Parker Jumpstarts First Refugee Drive
Collection Of School Supplies And Winter Apparel Makes Us ‘Think Globally and Act Locally’
Chicago alone receives approximately 2,000 refugees per year.
Now think about how many refugees are daily coming into America through other large metropolitan cities and regions.
While most of Chicago’s refugees are assimilated through refugee resettlement services, they face struggles that many Chicagoans take for granted. A few members of the Parker community worked throughout October to lessen these struggles some through a school supplies and winter clothing drive for local refugee organizations.
7th grade history teacher Anthony Shaker wanted to do a drive for local refugees for multiple reasons, one being to follow up on discussions of the Syrian refugee crisis in his classroom. One of the core parts of his curriculum is the Nobel Peace Prize Project, where every student picks a Nobel Peace Prize winner to research. The last part of the project is a fishbowl-style discussion in which students talk–as if they were their respective laureates–about current issues. In a fishbowl, a circle is made around a smaller group of students who begin the discussion, and throughout the activity, students in the outer circle rotate in by tapping out students that have talked.
“This is my sixth year at Parker, and my first year, the topic was the Syrian civil war that had just started, and then in my head I thought every year I would do a new crisis,” Shaker said. “Almost every single year since, that crisis has been the one that I’ve done.”
Shaker felt passionate about starting a drive after watching a CNN video from last August of a young boy being rescued from an airstrike in Aleppo. “I was just so devastated because I have two kids, and they’re not much younger than this child,” Shaker said. “I thought, that could be my son… that’s when it got in my head… I feel like I need to do something with my students, with the school, on behalf of refugees.”
Shaker then decided to approach John Novick, Head of Intermediate and Middle Schools, about conducting a drive for refugees in Chicago.

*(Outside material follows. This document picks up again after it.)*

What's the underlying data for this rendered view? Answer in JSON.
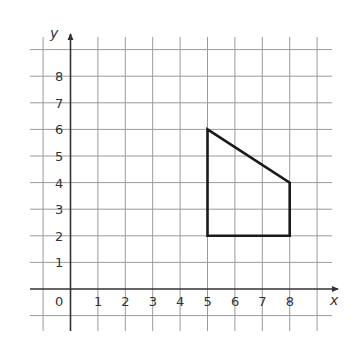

Coincidentally, fifth grade teacher Mike McPharlin went to Novick with the same idea in mind, and the three men, along with Siobhan Allen, Intermediate and Middle School Dean of Student Life, began to organize a school-wide drive.
McPharlin and Shaker contacted RefugeeOne and the Syrian Community Network, the former asking for winter clothing (coats, boots, hats, gloves, scarves, and blankets) and the latter asking for school supplies (pencils, pens, paper, folders, notebooks, markers, etc). They put out donation boxes in the middle and upper school locker areas, as well as other gathering spaces around school. The drive collected items from October 18 to the 28th, and Shaker brought the winter items to RefugeeOne along with a few seventh graders the following Monday. The last part of the study is a future MX in which local refugees will come to Parker and present to students in person.
The drive was only the second component of the larger study of refugees that Intermediate and Middle Schoolers participated in. Students first got the opportunity to watch clips on refugees, Novick said, and actively engage in educational activities. Then they reflected on the information they learned through guided discussions.
“I believe educating thoughtful citizens for positive engagement in a global community requires study, exploration, and recognizing the humanity in others,” Novick said. “Given that America’s school children are now the most heterogeneous, diverse population of school children in American history, this is for everyone.”
Reflecting on everything that was accomplished over the six weeks of the project, Shaker thought that this first refugee drive was a success. “I hear about refugees being demonized…,” he said. “I don’t want my students to think of refugees in that way.” When asked what he learned from the experience, he said, “That Parker is a place that says yes…This is a community that says yes, especially when it involves helping.”
Novick agreed, tipping his hat particularly to people like Shaker. “Our Intermediate and Middle School faculty and staff did such an outstanding job,” he said. “They helped our students see beyond the stereotypes and hate that are prevalent in news media and in our politics. I’m proud of them all.”